I LOVE Halloween. So much. I love the orange and black, dressing up and the sensation of pumpkins squidging into my nailbeds as I scrape out their insides. It’s probably my favourite holiday and whereas last year I spent Halloween drunk dressed as the murderous and sexually non-discriminatory transvestite Frank-N-Furter, this year will have to be a bit more family friendly. I am planning on revisiting the Halloweens of my childhood to teach the Chinese youth about the joy of wandering around in the half dark with the smell of fireworks in the air, cajoling your neighbours into giving you sweets and loudly demanding that you know THEY ARE home because you can see them moving even though they’ve turned their lights off and not to be so stingy with their sweets.

Halloween was the time for me and my cousins to don bin bags made into capes, wear facepaint and fake blood that would invariably give us some sort of rash the next day and wander the streets feeling like the night was OURS. Pie and peas with the family with the monster mash and Micheal Jacksons thriller playing in the background. The taste of bonfire toffee peeled from a sticky tart case and the fight over who got the biggest haul and would anyone swap an apple for a snickers.

Halloween has always been a favourite, quitting Brownies when an over ambitious vicar asked me to choose between church and my favourite holiday. I haven’t been back to church, whereas I celebrate Halloween every year. Because he was wrong, it isn’t unholy or blasphemous, it let me celebrate with my family, I felt free and glad to be alive, also I got to wear those awesome plastic witch fingers.

So this Halloween I found myself in China, the night before I had planned to give my halloween themed lessons I found myself questioning the point of trying to conjure enthusiasm about halloween in my students, that was round about the time the 80th of 120 cardboard pumpkins was sticking to my hand rather than to the correct bits of paper. Though the day was worth it. Halloween in China was awesome.

After explaining about the origins and customs of Halloween I got my students to name different kinds of costume they might see at Halloween, it took a while but one of them finally volunteered mummy. I had been counting on this and at that point whipped four toilet rolls out of my bag.
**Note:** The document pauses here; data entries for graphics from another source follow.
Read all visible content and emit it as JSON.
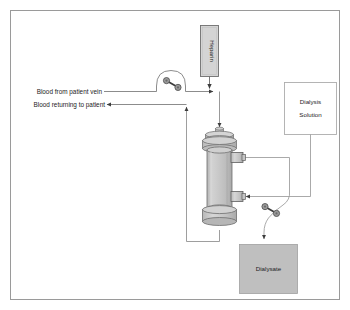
{
  "figure": {
    "type": "schematic-diagram",
    "frame_color": "#9a9a9a",
    "background_color": "#ffffff",
    "line_color": "#8d8d8d",
    "dark_line_color": "#3c3c3c",
    "cylinder_fill": "#c7c7c7",
    "cylinder_edge": "#6e6e6e",
    "box_gray_fill": "#bfbfbf",
    "box_light_fill": "#d4d4d4",
    "box_white_fill": "#ffffff",
    "pump_circle_fill": "#9b9b9b"
  },
  "labels": {
    "blood_in": "Blood from patient vein",
    "blood_out": "Blood returning to patient",
    "heparin": "Heparin",
    "dialysis_solution_line1": "Dialysis",
    "dialysis_solution_line2": "Solution",
    "dialysate": "Dialysate"
  },
  "components": [
    {
      "name": "heparin-box",
      "label": "Heparin",
      "orientation": "vertical-text",
      "fill": "#d4d4d4"
    },
    {
      "name": "blood-pump",
      "label": "",
      "type": "roller-pump"
    },
    {
      "name": "dialyzer",
      "label": "",
      "type": "cylinder-cartridge"
    },
    {
      "name": "dialysis-solution-box",
      "label": "Dialysis Solution",
      "fill": "#ffffff"
    },
    {
      "name": "dialysate-pump",
      "label": "",
      "type": "roller-pump"
    },
    {
      "name": "dialysate-box",
      "label": "Dialysate",
      "fill": "#bfbfbf"
    }
  ],
  "flows": [
    {
      "name": "blood-inflow",
      "from": "patient vein",
      "to": "dialyzer top",
      "direction": "down"
    },
    {
      "name": "heparin-injection",
      "from": "Heparin",
      "to": "blood line",
      "direction": "down"
    },
    {
      "name": "blood-return",
      "from": "dialyzer bottom",
      "to": "patient",
      "direction": "left"
    },
    {
      "name": "dialysate-supply",
      "from": "Dialysis Solution",
      "to": "dialyzer lower port",
      "direction": "left"
    },
    {
      "name": "dialysate-waste",
      "from": "dialyzer upper port",
      "to": "Dialysate",
      "direction": "down"
    }
  ]
}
The game was simple, there would be four teams and the first to create a fully covered mummy would win.

After the chaos of mummy wrapping I got the students to sit and decorate the pumpkin cards I had painstakingly been making for the last three evenings. As they were finishing off I drew the curtains and waited for the attention to fall on me. This is one of my favourite parts of Halloween, the scaring. I wanted the students to practise their public speaking and try making their own Halloween story, to get them started I told a couple of my own first. The first story about the murder of a pet dog by a devilish unknown monster got me some horrified looks but it was the telling of ‘Johnny, I want my liver back’ that got the best reaction. If anyone remembers, ‘Johnny’ is the tale of a little boy who is fed by his penniless mother, the liver of a recently hung criminal. At night little Johnny is haunted by the murderer on the first, second, third step and on until the audience is silent and rapt listening to the story teller whisper “Johnny, I’m on the tenth step, I want my liver back.” Then finally the storyteller grabs a member of the audience and shouts “I’M IN YOUR BEDROOM!” This without fail sent each of my classes squealing but the best reaction by far was Henry and Milly who between them fell from a chair and burst into tears, though it was quickly followed by hysterical laughter.

So I got to wear a witches hat, traumatise some kids and eat enough sweets to make my teeth hurt. All in all, how could it of been a bad day? Halloween wins every other day once again.